Crispin eyed their swords still in their sheaths before flicking his gaze away. “I know not. In similar circumstances, I, too, might have cast my vote to degrade such a knight. But when it is oneself, the circumstances seem…unjustified.” The flames caught his attention and he shook his head. “Richard is king now. There is nothing to be done. But ‘they should rule who are able to rule best’. I stand by that now as then.”

Wynchecombe laughed. “Still quoting that pagan Aristotle? No wonder you are without your sword.”

“And without food. Do you pay my wage or not?”

Wynchecombe frowned. “Yes. I agree to your fee.”

“Now wait a moment…” said More.

“Be still, John,” Wynchecombe said wearily. “These matters are best left to me, are they not?” More scowled deeply. It was true that Crispin rarely saw More in these duties except to take his place of pride in processions and other high profile events. Still, for Wynchecombe to rub his face in it…

“Though I may not need to pay it,” the sheriff went on. “I know now who killed our missing knight, and it may cheer your heart to hear it.”

Crispin nodded. “Stephen St Albans.”

“How the hell-? Oh! That wench at the Boar’s Tusk.”

“You forget. She is my friend.” Crispin took two steps to the fire and warmed his knuckles near the blaze. Behind him, rain drizzled against the half-closed shutters and misted the floorboards. “Will you arrest him?” The idea tingled Crispin’s neck, coursing an energized sensation throughout his gut.

He did not even look at More. “Yes. Unless you have a better idea.”

“My better idea isn’t exactly legal.” He twisted back to look at both sheriffs. “You do not seem as concerned as one would expect that your corpse has vanished.”

More waved his hand in dismissal. “We no longer need the corpse to know he is dead. It is the same as if he were buried.”

Crispin turned. “But he is not buried! He is stolen. Do you make nothing of that?”

More moved as if to speak but Wynchecombe cut him off. “I do not care.”

We do not need the body,” assured More, face glowering comically.

Crispin chuckled. “The Templars are now out of your hair, eh? One problem solved.”

“That is not your concern. Your concern is only to help me find Stephen St Albans.”

“You forget, Wynchecombe. The body must be produced for a trial.”

“I can get round that, never you fear.” He huffed at More and turned back to the fire to warm his hands. “What troubles you? I would have thought nothing would please you more than to put that particular man on the gallows.”

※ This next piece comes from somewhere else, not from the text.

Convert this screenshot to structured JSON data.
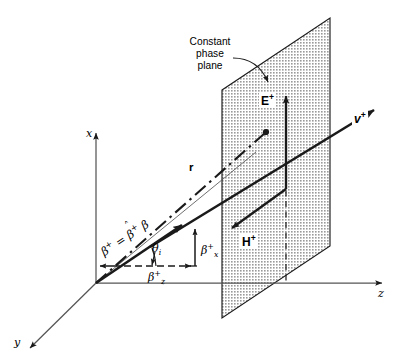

Wynchecombe was right. Nothing could possibly please Crispin more except to drop the rope over Stephen’s neck himself. But something about Stephen’s guilt gnawed at him. He worried at it, like a widow at her rosary.

“Yes,” was all he said. Stephen a poisoner. Crispin hated him with all his being, but was Stephen dishonorable enough to use poison? It was mostly that thought that kept him silent when he and Jack followed the sheriffs out to the street and watched them and their entourage of horses and men finally depart up the avenue back toward Newgate.